The Speakers

 

Marie Charpagne

Marie A. Charpagne is an assistant professor in the Materials Science and Engineering Department at the University of Illinois at Urbana-Champaign. Before joining UIUC in 2021, she was a postdoctoral researcher at the University of California in Santa Barbara where she developed new techniques in correlative and 3D electron microscopy. Her research leverages core concepts in physical metallurgy and micro-mechanics to design new alloys for additive manufacturing. She received her NSF CAREER award as well as the ACS New investigator award in 2023.

 

 

Katerina Christofidou

Katerina (Kathy) Christofidou joined the department of Materials Science and Engineering at the University of Sheffield in 2019, and was appointed Chair in Digital and Sustainable Metallurgy in April 2024. She is currently the Director of Recruitment for the department and leads the Advanced Metals Processing research area for the Henry Royce Institute. She holds a PhD in Metallurgy from the University of Cambridge and an MEng in Aerospace Materials Engineering from Imperial College London. Kathy's research focuses on bridging high performance alloy design and advanced manufacturing. As part of her collaboration with Rolls-Royce PLC, she has developed new polycrystalline Ni-based superalloys for turbine disc applications, as well as exploring strategies for the design of high-temperature materials amenable to laser-based additive layer manufacturing. Her work in this area was recognised with the 2022 IOM3 Grünfeld Award and Medal highlighting her contributions and impact to industry.

 

 

David Collins

David Collins is the Mike Ashby Associate Professor in Materials Science in the Department of Materials Science and Metallurgy at the University of Cambrigde. His research interests focus on manufacturing and processing methods related to advanced metal forming technologies with an interest in aerospace and automotive applications. David’s expertise is in physical metallurgy - incorporating the science that underpins metallic material behaviour. This includes deformation mechanics & microstructure/phase evolution, with many of his studies using state-of-the art in-situ synchrotron X-ray and neutron diffraction experimental methods. Along with electron microscopy characterisation and modelling methods, David’s studies target understanding at the crystal level to interpret, manipulate and exploit the material behaviour to improve performance at the component level.

 

 

Zachary C Cordero

Zack Cordero received his SB in physics from MIT in 2010. After working one year in the materials science division at Lawrence Berkeley National Laboratory, Zack returned to MIT to pursue a PhD in materials science and engineering, where his research focused on the powder-route synthesis of bulk nanostructured tungsten alloys. Upon graduating in 2015, Zack moved to a postdoctoral fellowship appointment in the Manufacturing Demonstration Facility of Oak Ridge National Laboratory where he developed process monitoring, quality control, and microstructure design tools for power-bed, metal additive manufacturing technologies. In 2016, Zack launched his independent career as an assistant professor in the Materials Science and NanoEngineering department at Rice University. In 2020, he moved to MIT’s Department of Aeronautics and Astronautics. Zack’s research program at MIT integrates his expertise in processing science, mechanics, and design to develop novel materials and structures for emerging aerospace applications.

 

 

Nima Haghdadi

Dr Nima Haghdadi is a Senior Lecturer in the Department of Materials at Imperial College since February 2024. He also holds an adjunct senior lectureship position with UNSW Sydney in Australia, where he previously was a Lecturer and postdoctoral research fellow from 2019 to 2024. Prior to that, Dr. Haghdadi held positions as a Deakin University Vice-Chancellor (Alfred-Deakin) Fellow and a Victoria Fellow from 2017 to 2019, during which he conducted the overseas part of his research at the Max-Planck-Institut für Eisenforschung GmbH in Germany. He earned his PhD from the Institute for Frontier Materials at Deakin University, Australia in 2017.

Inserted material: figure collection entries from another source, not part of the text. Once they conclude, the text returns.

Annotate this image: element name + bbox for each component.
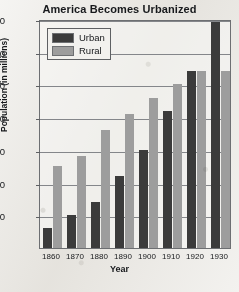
y-axis-label: 70 bbox=[0, 15, 5, 26]
chart-container: America Becomes Urbanized 10203040506070… bbox=[0, 0, 239, 292]
bar-urban-1910 bbox=[163, 111, 172, 248]
bar-rural-1910 bbox=[173, 84, 182, 248]
legend-item-urban: Urban bbox=[52, 32, 105, 43]
bar-urban-1880 bbox=[91, 202, 100, 248]
bar-rural-1900 bbox=[149, 98, 158, 248]
bar-group bbox=[112, 21, 136, 248]
x-axis-title: Year bbox=[0, 264, 239, 274]
bar-urban-1870 bbox=[67, 215, 76, 248]
bar-group bbox=[208, 21, 232, 248]
bar-rural-1880 bbox=[101, 130, 110, 248]
legend-label-urban: Urban bbox=[79, 32, 105, 43]
bar-rural-1930 bbox=[221, 71, 230, 248]
y-axis-title: Population (in millions) bbox=[0, 38, 9, 132]
bar-group bbox=[184, 21, 208, 248]
bar-group bbox=[160, 21, 184, 248]
bar-rural-1920 bbox=[197, 71, 206, 248]
legend-item-rural: Rural bbox=[52, 45, 105, 56]
legend-swatch-urban bbox=[52, 33, 74, 43]
bar-rural-1870 bbox=[77, 156, 86, 248]
x-axis-label: 1930 bbox=[204, 252, 234, 261]
y-axis-label: 30 bbox=[0, 145, 5, 156]
bar-rural-1890 bbox=[125, 114, 134, 248]
legend-swatch-rural bbox=[52, 46, 74, 56]
y-axis-label: 20 bbox=[0, 178, 5, 189]
bar-group bbox=[136, 21, 160, 248]
legend-label-rural: Rural bbox=[79, 45, 102, 56]
bar-urban-1930 bbox=[211, 22, 220, 248]
bar-urban-1920 bbox=[187, 71, 196, 248]
chart-legend: Urban Rural bbox=[47, 28, 111, 60]
y-axis-label: 10 bbox=[0, 211, 5, 222]
chart-title: America Becomes Urbanized bbox=[0, 3, 239, 15]
bar-urban-1890 bbox=[115, 176, 124, 248]
bar-rural-1860 bbox=[53, 166, 62, 248]
bar-urban-1860 bbox=[43, 228, 52, 248]
bar-urban-1900 bbox=[139, 150, 148, 248]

Dr. Haghdadi is the recipient of numerous awards including the prestigious FEI Cowley-Moodie award for an outstanding contribution to physical sciences using electron microscopy, as well as the Acta Materialia student award. His research, published in leading physical metallurgy journals, has attracted over 3900 citations with a current H-index of 34. He has presented numerous invited talks at international conferences, including Thermec, Rex&GG, CAMS, PRICM, and APICAM.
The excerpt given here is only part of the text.